The hourglass and mechanical clock were invented during the plague years. Labor was suddenly valuable and had to be measured. Wealth was expected to grow and time was critical in understanding the productivity that determined growth. It is no accident that Adam Smith and his definition of Capitalism arrived at the end of the plague. This change in the relationship between time and humankind had long lasting affects on the world. In pre-plague Europe the time measuring device was the sundial. In fact, by the 10th century, pocket sundials were commonplace. A pocket sundial is very helpful if you want to know if it is morning, afternoon, or night. But accuracy past those delineations of the day is pretty illusive in such a crude device.
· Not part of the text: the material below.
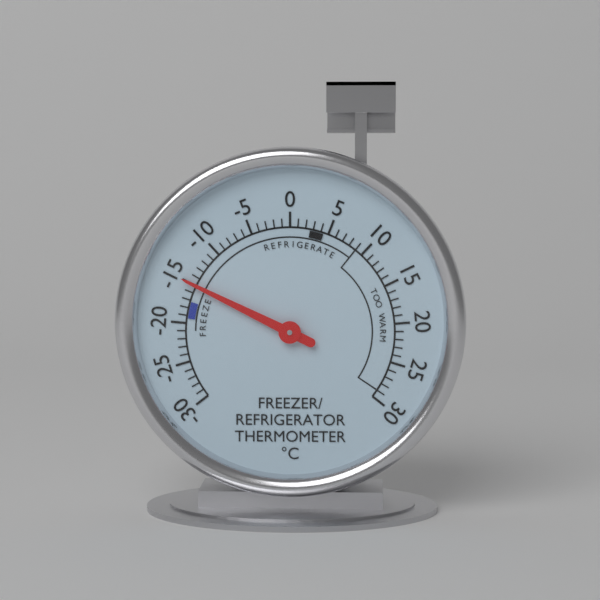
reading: -15 °C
In post-plague Europe, where time became money, the mechanical clock became the king.

How To Avoid the Plague

Should you forget to get innoculated before you travel back to the 14th century, you'll need to take some measures to avoid the deadly Bubonic Plague.

Here's How:

1. Keep some clean clothes tightly folded and bound up in cloth treated with pennyroyal, preferably in a cedar chest far from all animals and vermin.

2. At the first whisper of plague in the area, flee any populated town or village and head for an isolated villa, far from any trade routes, with your cedar chest.

3. Vigilantly clean every last corner of your villa, killing all rats and burning their corpses.

4. Use plenty of pennyroyal to discourage fleas.

5. Allow no cats or dogs to come near you.

6. Once away from all human contact, wash in extremely hot water, change into your clean clothes, and burn the clothes you traveled in.

7. Keep a minimum distance of 25 feet from any other human being to avoid catching any pneumonic form spread through breathing and sneezing.

8. Have your armies burn and raze to the ground any nearby houses where plague victims have resided.

9. Pray to the deity or the saint of your choice frequently and fervently.

10. Stay where you are until six months after the most recent nearby outbreak.

Tips:

Do not enter an enclosed community such as a castle or monastery.

Do not under any circumstances board a ship.

If possible, try to establish your residence in Bohemia before 1347, and don't leave until long after 1353.